Over the course of this blog, there will be a lot of talk about how bad I am at Brazilian jiu-jitsu. This is for two reasons:

  1. I am not very good at it. I am not naturally athletic. I am strong, but I am fat strong. I have the flexibility of someone twice my age and the speed of a slow loris.
  2. I just got my blue belt. Which means that rather than living in the walled garden of all-white belt classes, I’m now rolling with purple and brown belts. People who really know how to do jiu-jitsu. So I get crushed a lot. Like a lot a lot.

That said, I have had some limited success in this. This is a post about one of those successes.

Back in July, I fought in my first ever tournament. I was terrified to compete. I’m not competitive by nature. It’s one of the many ways in which BJJ is a weird choice of hobby for me. (I’m also claustrophobic. More on that later.)

Much to my surprise, I came in third in my weight class.

Here are three things I learned from coming in third:

BJJ works

One of the core principles of Brazilian jiu-jitsu is that a smaller person can beat a bigger person using technique and leverage. (Hélio Gracie was a tiny, tiny dude.) Being that I’m 225 lbs., I’m almost never the smaller person in a fight.
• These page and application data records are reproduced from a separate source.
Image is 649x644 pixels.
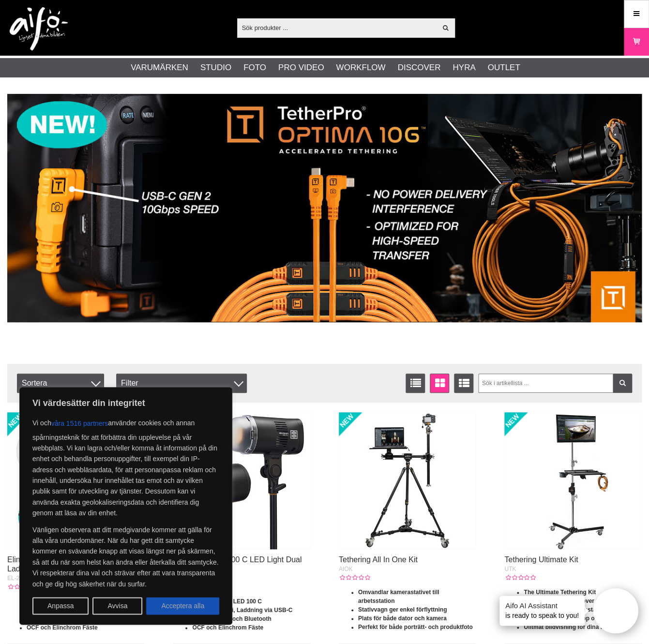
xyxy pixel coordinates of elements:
strong: The Ultimate Tethering Kit [523,589,595,596]
a: Foto [243,61,266,74]
p: Vi värdesätter din integritet [32,397,219,409]
strong: OCF och Elinchrom Fäste [192,625,263,631]
p: Vi och använder cookies och annan spårningsteknik för att förbättra din upplevelse på vår webbpla... [32,415,219,519]
strong: Stativvagn ger enkel förflyttning [358,606,447,613]
a: Pro Video [278,61,324,74]
a: Elinchrom LED 100 C LED Light Kit inkl Laddare [7,556,143,573]
strong: Perfekt för både porträtt- och produktfoto [358,624,473,630]
img: Elinchrom LED 100 C LED Light Dual Kit [173,412,309,549]
img: Tethering Ultimate Kit [504,412,641,549]
strong: Plats för både dator och kamera [358,615,447,622]
strong: OCF och Elinchrom Fäste [27,625,97,631]
button: Avvisa [93,597,142,615]
a: Filtrera [612,373,632,393]
strong: Inbyggt Batteri, Laddning via USB-C [192,607,292,614]
div: Vi värdesätter din integritet [19,387,232,625]
a: Fönstervisning [430,373,449,393]
button: Anpassa [32,597,88,615]
a: Listvisning [406,373,424,393]
strong: Paket med två LED 100 C [192,598,261,605]
span: UTK [504,566,516,573]
div: is ready to speak to you! [499,596,584,626]
strong: Ulitmat bildvisning för dina kunder [523,624,619,630]
input: Sök produkter ... [237,21,437,35]
span: AIOK [339,566,352,573]
strong: Omvandlar kamerastativet till arbetsstation [358,589,439,604]
input: Sök i artikellista ... [478,373,632,393]
div: Kundbetyg: 0 [504,574,535,583]
h4: Aifo AI Assistant [505,600,579,610]
img: Tethering All In One Kit [339,412,476,549]
a: Outlet [487,61,519,74]
a: Hyra [452,61,475,74]
img: Elinchrom LED 100 C LED Light Kit inkl Laddare [7,412,144,549]
span: Sortera [17,373,104,393]
a: Tethering All In One Kit [339,556,417,564]
button: Acceptera alla [146,597,219,615]
a: Studio [200,61,231,74]
div: Kundbetyg: 0 [7,583,38,591]
a: Tethering Ultimate Kit [504,556,578,564]
a: Elinchrom LED 100 C LED Light Dual Kit [173,556,301,573]
span: EL-20201WC [7,574,42,582]
p: Vänligen observera att ditt medgivande kommer att gälla för alla våra underdomäner. När du har ge... [32,524,219,590]
img: logo.png [10,7,68,51]
a: Discover [397,61,440,74]
button: våra 1516 partners [51,415,108,432]
div: Filter [116,373,247,393]
img: Annons:001 banner-header-tpoptima1390x500.jpg [7,94,641,323]
a: Varumärken [130,61,189,74]
a: Utökad listvisning [454,373,473,393]
a: Workflow [336,61,385,74]
div: Kundbetyg: 0 [339,574,370,583]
The exception being in tournaments, where I end up being the smallest guy in the heaviest weight class.

That means I wind up having to fight men the size of literal, actual bears. There is no ceiling in the largest weight class. The first man I fought was enormous, well over six feet tall and probably very close to 300 lbs. And I beat him. Using leverage and technique. BJJ really does work. Thanks Hélio.

Adrenaline management is everything

In my fight against the aforementioned bear man, he came at me with, well, bear-like ferocity. He pulled guard hard, squeezed me until I thought I would pop, and tugged at my arm like it had personally affronted him. But unfortunately for him, I managed to escape those armbar attempts, and after the third or fourth one, I watched him realize there was still two-and-a-half minutes of fight left. He looked deflated. I actually saw his expression change. He’d spent all his energy.
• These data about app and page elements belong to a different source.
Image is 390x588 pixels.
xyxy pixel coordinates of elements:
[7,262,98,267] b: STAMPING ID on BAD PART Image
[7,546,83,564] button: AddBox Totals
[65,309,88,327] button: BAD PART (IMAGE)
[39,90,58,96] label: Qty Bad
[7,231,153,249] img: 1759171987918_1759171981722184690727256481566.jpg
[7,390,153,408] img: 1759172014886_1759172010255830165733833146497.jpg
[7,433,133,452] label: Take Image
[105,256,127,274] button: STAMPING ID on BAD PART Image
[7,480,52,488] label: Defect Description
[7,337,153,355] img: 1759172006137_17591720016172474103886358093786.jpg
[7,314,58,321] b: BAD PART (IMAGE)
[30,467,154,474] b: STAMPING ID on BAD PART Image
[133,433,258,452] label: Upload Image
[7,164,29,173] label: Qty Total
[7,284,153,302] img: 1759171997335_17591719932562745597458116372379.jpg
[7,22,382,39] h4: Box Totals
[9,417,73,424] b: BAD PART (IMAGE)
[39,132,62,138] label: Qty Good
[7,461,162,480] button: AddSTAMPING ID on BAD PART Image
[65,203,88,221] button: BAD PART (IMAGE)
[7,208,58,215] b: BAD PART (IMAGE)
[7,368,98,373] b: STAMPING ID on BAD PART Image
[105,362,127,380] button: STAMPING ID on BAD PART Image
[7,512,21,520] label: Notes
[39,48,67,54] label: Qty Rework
I am not good at BJJ. I have two techniques that work for me semi-reliably against people at my own level. I get mounted with an alarming frequency. I’m very susceptible to triangles. But I know myself pretty well. I kept calm under attack, and when he had burned himself out, I was able to capitalize.

Losing is learning

For my second fight, I fought someone from my own gym. Someone who is both a better natural athlete than me, and seems to have a brain that picks up techniques in a way mine doesn’t. Someone who constantly kicks my ass in training.

I would love to say that on tournament day, things went differently. They did not. It went sweep-mount-armbar. Just like it did when we fought at the gym.
But you know what? I didn’t care. I felt great. I got out, I competed, I beat someone, and then I learned I need to work on my mount escapes. I felt like a winner. Even if I came in third.